Thoughts in your head exist in a wonderful state. Each thought is like a whole tree of spindly little branches and leaves connecting to other thoughts and providing context. When you write down a thought or bookmark a site, it's like just getting the trunk.
Sometimes you can get more. When I write down a thing to do on a future date on my calendar, it's accessible in a nice state. If I take a photo of a memory, it's often easier to remember the full context of the memory than it is if I just write it down. But you can never get the full memory tree.
But you do get two benefits from externalizing memory. First, (semi-)permanence. Especially when it's in The Cloud. My blog will last at least as long as Google. (maybe longer, if I back it up myself too.) This is useful even in the short term: the other day, I forgot that I blogged this article, and then I found it again, and now I'm starting a new post based on EEGs and wakefulness.

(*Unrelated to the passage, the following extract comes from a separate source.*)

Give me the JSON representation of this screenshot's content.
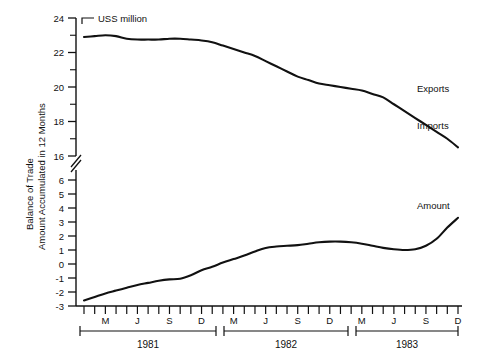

Anyway, the second benefit to externalizing memory is the ability to quit worrying about it. Working memory is crucial to everything, and tiny (that old "7 +/- 2"). Say I have "remember to do this thing next Saturday" holding up one chunk of memory, now I'm down to 6 +/- 2. Losing a chunk of working memory is like losing a finger. So I write it down on Google Calendar, tell it to email me a reminder, and then I get my finger back.
So I feel like I'm down a few fingers. Here are some things I'd like to externalize:
- Instead of worrying about "creating jobs" and making more work, let's use our prosperity to work less. Or redefine "work". Hell yes! I imagine a world where people work because they want to, not because they need to survive. Post-scarcity world. I'm pretty friggin' lucky enough to live there now. What happens when everyone does? Could the US, big as it is, survive this transition? Could any country?
- I continue to dig Alex Pang's Contemplative Computing blog. Quote from the Buddha: "The Buddha's laboratory was himself, and he generalized his findings to cover all human beings." Follow the link to "program of weight loss"; it's pretty good. Well researched, yet readable, and touches on a lot of things I'm interested in.
- Another link off that, this time to "What Actually Was the Stone Age Diet?", maybe the best explanation of "caveman/paleo/etc" diets. It's somewhat professional, remarkably free of histrionics, not affiliated with anyone who wants to sell his own book, and boils down to:
1. There was no one "Stone Age Diet." Over the last couple hundred thousand years, humans ate roots and berries and meat, or cooked roots and tubers, or a wide range of plants and some meat, or a ton of meat.
2. The only things that we certainly haven't eaten for more than ~5000 years are cereal grains and milk.
3. Even then, we don't know how long it takes our body to adapt to a new diet.
My conclusions remain mostly the same: I'm not interested in counting carbs vs. proteins, but I remain open to the possibility that grains aren't awesome for us. Still gotta run that next experiment. (my plans are to do this in April, when my life has stabilized a bit.)
- arg side note on food which is disappointing because I had a great segue to get back into talking about self-monitoring. I don't know where or why I picked up Josh Whiton's blog in my Google Reader, but it's great. He talks about food here; I'm intrigued. (he just wrote about monks too. Always cool.)
- arg arg side note about monks: if I were that 93 year old 70-year monk, I feel like I'd be sort of upset about my life! I'm sure he's not. But still! This is why I'm feeling the "worldly AND monkly success" path instead of the "mountaintop" one. (possibly I am brilliant; more likely I am too naive and restless.)
- okay back to self monitoring/experimenting. It's hitting the mainstream. Also led me to Seth Roberts, who might be crazy (ad hominem alert!), but has written some stuff that's inspiring about research I care about anyway.
- incidentally, Readability is a breath of fresh air in the smoggy Beijing of the internet.